However is a recent post, Matthew Yglesias assured his young readers that if they want to become writers they needed to write and engage in endless self-promotion while at university rather than learn. Indeed, he suggested that doing well among professional writers, who don't necessarily know what they are writing about, was more important than understanding the issues, events, and facts of the matter:
If you want to be a writer, then writing stuff that’s interesting and getting professional writers to read it is important. I got the worst grade of my whole college career in Theda Skocpol’s class on American social policy, and that’s never stopped me from writing about American social policy—nobody’s ever asked or cared whether professors liked my essays.It is a modified Baldwin in which creating a name for being "interesting" takes the place of selling old people time shares they can neither afford nor use. He was taken mildly to task for under emphasizing the importance of grades for future professional or academic success. Yglesias responded that while practicing writing was more important than practicing writing or, as he put it,
My point, however, is that people make decisions about how to use their time at the margin and if what you’re interested in doing is becoming a writer then you’re better off spending your time on writing and publicizing things than on giving your term paper another round of edits.Writing is more important than writing, he seems to say, if the writing is relentlessly self-promotional. What does he mean by at the margin?[1] He does, however, sort of defend learning
None of that, however, is to denigrates Jonathan Bernstein’s point that actually learning things is extremely valuable.
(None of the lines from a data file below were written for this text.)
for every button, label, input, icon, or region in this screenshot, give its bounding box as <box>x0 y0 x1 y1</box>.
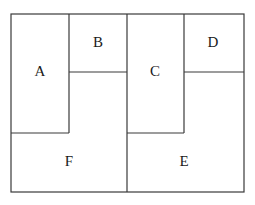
region-label-b: B <box>93 34 103 50</box>
region-label-a: A <box>35 63 46 79</box>
region-label-f: F <box>65 153 73 169</box>
region-label-e: E <box>179 153 188 169</box>
region-label-d: D <box>208 34 219 50</box>
region-label-c: C <box>150 63 160 79</box>
partition-diagram: A B C D F E <box>0 0 255 205</box>
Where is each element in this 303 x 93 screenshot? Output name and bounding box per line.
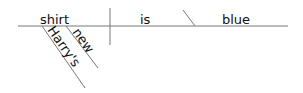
sentence-diagram: shirt is blue Harry's new [0,0,303,93]
predicate-adjective-word: blue [222,12,250,27]
diagram-canvas: shirt is blue Harry's new [0,0,303,93]
predicate-adjective-divider [183,10,195,26]
verb-word: is [140,12,151,27]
Knowing more is good, but (again, at the margin) it has a somewhat attenuated relationship to grades.My question, at this point, is how does he know if what he has learned has any validity if he doesn't think that grades reflect mastery of a body of knowledge, the ability to analysis that body of knowledge and the skill to write a compelling text based on the body of knowledge that proves the analysis's persuasiveness? He got a link from Andrew Sullivan?
Why not just turn all of our educational systems into boiler rooms and have done with it.
[1] It's an economic term design to simplify the analysis of complex decision making processes and, much like efficient markets, self-regulation, and related etc, it's nonsense designed to simplify the analysis of complex decisions by creating a fictional "reality" in which people act the way you want them to rather than the way the do.